Overall, ratings-based measures, relative to performance-based measures, appeared more indicative of the ability to apply EF in the real world setting. Teacher ratings of inhibition were within normal limits, while performance measures of inhibition were below average. This may reflect teachers’ ability to judge student behavior over time relative to the brief test of inhibition for performance measures. Poor initiation, working memory, and planning and organizational skills ratings by teachers were related to more time engaged in solitary play. Children with poor initiation skills struggle to begin tasks independently; thus, they may spend more time in solitary play because they may not have the social skills to approach and engage their peers.
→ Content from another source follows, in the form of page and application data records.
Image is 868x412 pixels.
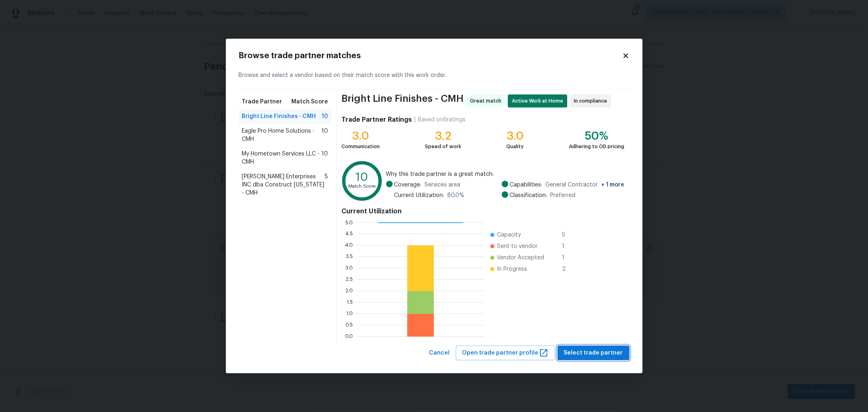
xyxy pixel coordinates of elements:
[346,277,354,282] text: 2.5
[569,132,625,140] div: 50%
[347,311,354,316] text: 1.0
[242,149,322,166] span: My Hometown Services LLC - CMH
[342,94,464,108] span: Bright Line Finishes - CMH
[291,97,328,106] span: Match Score
[510,191,547,199] span: Classification:
[602,182,625,188] span: + 1 more
[412,115,418,124] div: |
[546,181,625,189] span: General Contractor
[346,288,354,293] text: 2.0
[470,97,505,105] span: Great match
[551,191,576,199] span: Preferred
[512,97,567,105] span: Active Work at Home
[321,127,328,143] span: 10
[325,172,328,197] span: 5
[497,254,544,261] span: Vendor Accepted
[394,181,422,189] span: Coverage:
[321,149,328,166] span: 10
[497,242,538,250] span: Sent to vendor
[430,348,450,358] span: Cancel
[342,115,412,124] h4: Trade Partner Ratings
[346,265,354,270] text: 3.0
[418,115,465,124] div: Based on 6 ratings
[242,172,325,197] span: [PERSON_NAME] Enterprises INC dba Construct [US_STATE] - CMH
[426,346,453,361] button: Cancel
[562,242,575,250] span: 1
[456,346,555,361] button: Open trade partner profile
[347,300,354,304] text: 1.5
[346,254,354,259] text: 3.5
[342,207,625,215] h4: Current Utilization
[349,184,376,188] text: Match Score
[562,231,575,239] span: 5
[462,348,549,358] span: Open trade partner profile
[346,242,354,248] text: 4.0
[497,265,527,273] span: In Progress
[425,142,461,151] div: Speed of work
[569,142,625,151] div: Adhering to OD pricing
[394,191,444,199] span: Current Utilization:
[425,181,461,189] span: Services area
[346,219,354,225] text: 5.0
[506,142,524,151] div: Quality
[242,112,316,120] span: Bright Line Finishes - CMH
[239,51,622,60] h2: Browse trade partner matches
[562,254,575,261] span: 1
[562,265,575,273] span: 2
[506,132,524,140] div: 3.0
[558,346,630,361] button: Select trade partner
[447,191,465,199] span: 80.0 %
[242,127,322,143] span: Eagle Pro Home Solutions - CMH
[321,112,328,120] span: 10
[425,132,461,140] div: 3.2
[497,231,521,239] span: Capacity
[346,334,354,338] text: 0.0
[346,322,354,327] text: 0.5
[346,231,354,236] text: 4.5
[239,62,630,90] div: Browse and select a vendor based on their match score with this work order.
[342,142,380,151] div: Communication
[564,348,623,358] span: Select trade partner
[342,132,380,140] div: 3.0
[356,171,368,182] text: 10
[574,97,611,105] span: In compliance
[242,97,282,106] span: Trade Partner
[386,170,625,178] span: Why this trade partner is a great match:
[510,181,543,189] span: Capabilities:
With regards to working memory, the unstructured nature of the playground forces children to keep multiple pieces of information about social discourse in mind, constantly change and update that information, and act accordingly. This would place great demands on working memory. Children with poorer working memory skills also may struggle to maintain the swift social pace of their peers, resulting in more time in solitary play. Similarly, children with poorer planning and organizational skills may struggle to anticipate steps involved in social play and discourse, and struggle to plan steps to carry out a social goal, which may lead to less joint engagement with peers on the playground.

These findings are consistent with Gilotty and colleagues (2002), who found that metacognitive impairments, specifically initiation and working memory, were highly related to adaptive social functioning. Similarly, Pugliese and colleagues (2015) found a relationship between initiation and social skills; however, they also found a relationship with adaptive social skills and ratings-based measures of cognitive flexibility. The current study demonstrated that metacognitive impairments are not only related to reports of adaptive social functioning, but actual engagement on the playground. However, neither child nor peer reports of friendships were associated with performance-based or teacher reported EF.

Limitations

Limitations to the current study include the small variable sample size across measures, specific IQ requirements, multiple statistical comparisons, and lack of a typically developing comparison sample. This increases the chance of Type 1 error with underpowered analysis. Future studies should enroll a larger sample to allow for more sophisticated statistical analyses, children with various IQs to increase the generalizability of the data, and a typically developing matched sample for comparison.

Conclusions

Overall, this study has suggestive implications regarding the associations between EF and social functioning in children with ASD. Namely, metacognitive skills were related to social functioning. Metacognitive skills often are less apparent than more overt behavior regulation skills. For example, students who struggle to regulate their emotions or inhibit problematic behaviors often present challenges in general education classrooms; however, metacognitive impairments often are more difficult to distinguish. Given their association with other functional skills, however, this study highlights the importance of understanding metacognitive functioning in children with ASD, and how those skills can affect behavior with peers. In addition, current results reflect the importance of teacher ratings of EF as these were more related to functional social skills than performance-based ratings. Perhaps, teachers’ ratings of EF also measure other behaviors more directly associated with social functioning. Further research is needed to better understand this relationship.